Complex anatomy Β· MB2 location Β· periapical 3D extentAfter RCT, a posterior tooth requires a crown immediately β delay increases fracture risk exponentially. CEREC in-clinic milling allows the crown to be placed at the same session as the final RCT appointment β scan, design, mill, bond β eliminating the period of vulnerability between RCT completion and crown placement that exists in two-appointment laboratory workflows.
Crown same day Β· PKR 20,000 Β· no laboratory waitRubber dam isolation prevents salivary contamination of the canal system during treatment β reintroducing bacteria into a canal being cleaned negates the disinfection effort. It also protects the patient's airway from NaOCl (which is caustic) and prevents instrument aspiration. Rubber dam is used for all RCT procedures at Hassaan Dental without exception.
Salivary exclusion Β· airway protection Β· non-negotiableReported RCT success rates vary by study methodology, tooth type, and operator. The most widely cited figures from meta-analyses of high-quality studies: initial root canal treatment achieves 85β94% success at 8β10 years where success is defined as absence of periapical pathology on X-ray and absence of clinical symptoms. Factors that reduce success: missed canals (primary cause of failure in upper molars), poor coronal seal (leaking crown or temporary), complex curved canals with perforations, and pre-existing large periapical lesions (which take longer to heal).
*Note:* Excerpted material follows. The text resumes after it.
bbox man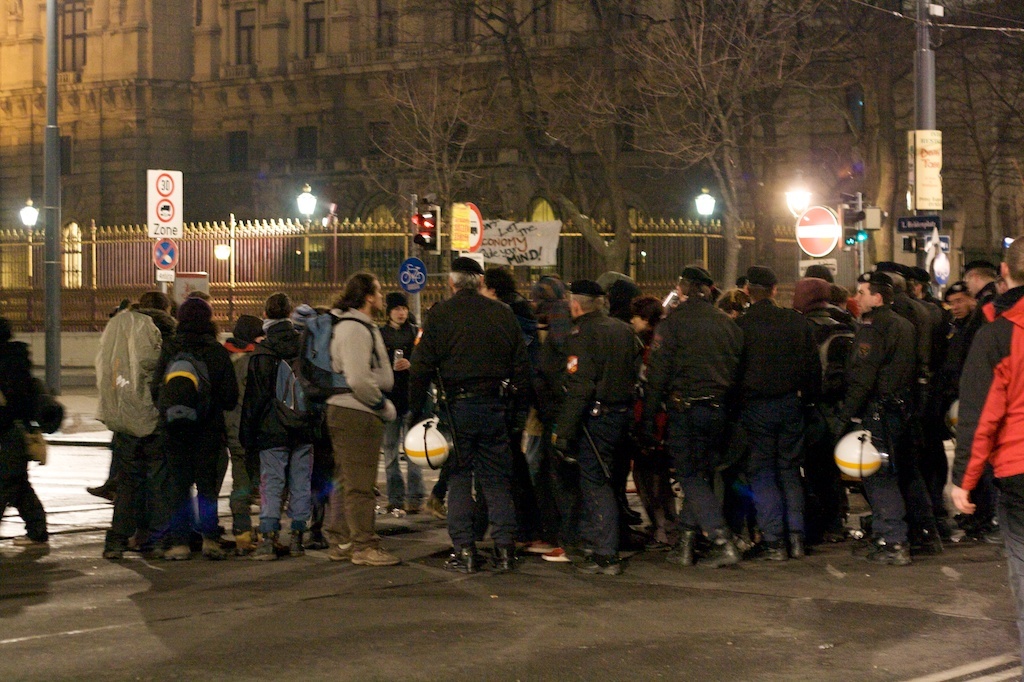
x1=839 y1=271 x2=924 y2=566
At Hassaan Dental, success is maximised through CBCT use for complex anatomy, apex locator working length confirmation, passive ultrasonic irrigation, and same-day crown placement to eliminate coronal leakage risk.
RCT in numbers β
and the clinician behind it.
Published peer-reviewed figures on RCT outcomes, combined with Dr. Haris's specific endodontic qualifications.
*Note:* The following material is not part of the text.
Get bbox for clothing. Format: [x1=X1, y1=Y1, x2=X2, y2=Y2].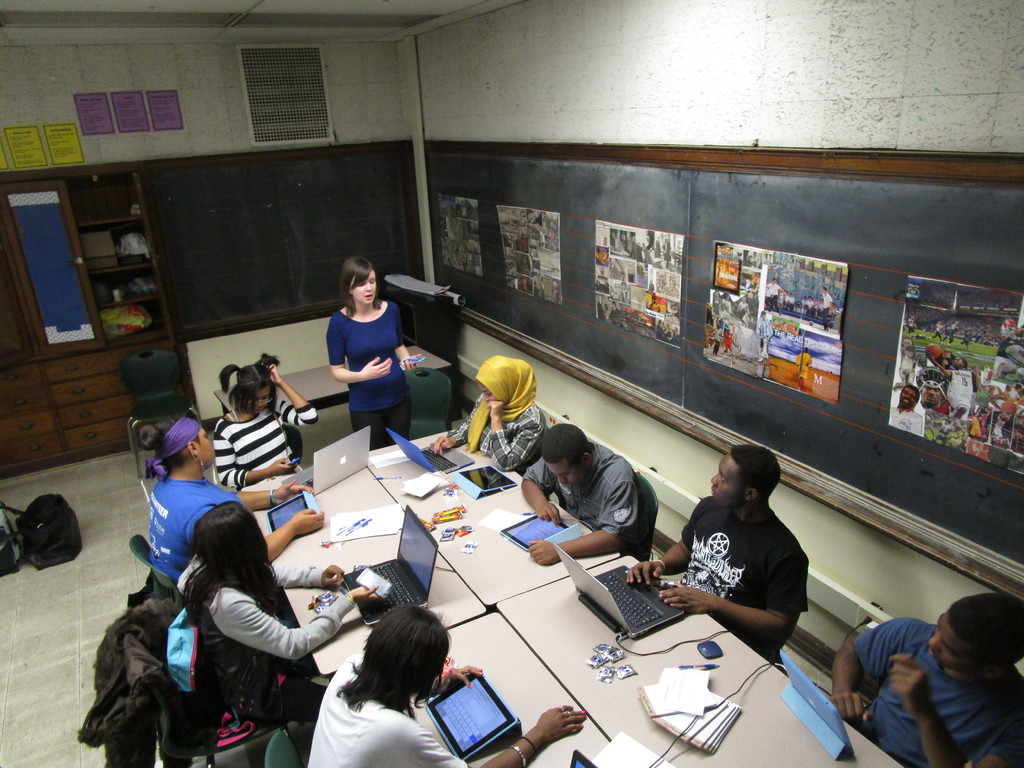
[x1=758, y1=317, x2=777, y2=358].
Dr. Haris holds a Certification in Endodontics (USA) in addition to his BDS Gold Medal, FICD fellowship, and MSPH, and his Certificate in Prosthodontics from Aga Khan University. His approach to root canal treatment is guided by the European Society of Endodontology (ESE) Quality Guidelines and the American Association of Endodontists (AAE) consensus statements β the most current evidence-based frameworks for RCT indication, technique, and outcome assessment. He is a PubMed/MEDLINE-indexed co-author in the Journal of Conservative Dentistry and Endodontics (JCDP, 2019), with active research interests in pulp biology and PMT/vital pulp therapy that complement his endodontic practice. At Hassaan Dental, every RCT case is documented with pre- and post-operative radiographs and followed up at 6 months and 1 year β outcomes that form part of the clinic's ongoing commitment to clinical excellence and research.
Root canal
questions answered.
The most common questions β including the pain question, addressed directly and without dismissal.
Stop the toothache.
Save the tooth.
One appointment.
PKR 1,000 consultation includes OPG X-ray and clinical assessment. Dr. Haris will confirm whether root canal treatment is indicated, estimate the number of sessions, and quote the total cost β before any treatment begins.
Price disclaimer: Unit prices remain the same; final treatment cost may vary after clinical examination. Crown required after RCT for all posterior teeth β PKR 20,000/unit CEREC same-day zirconia. 6-month and 1-year review X-rays are non-negotiable parts of the treatment protocol.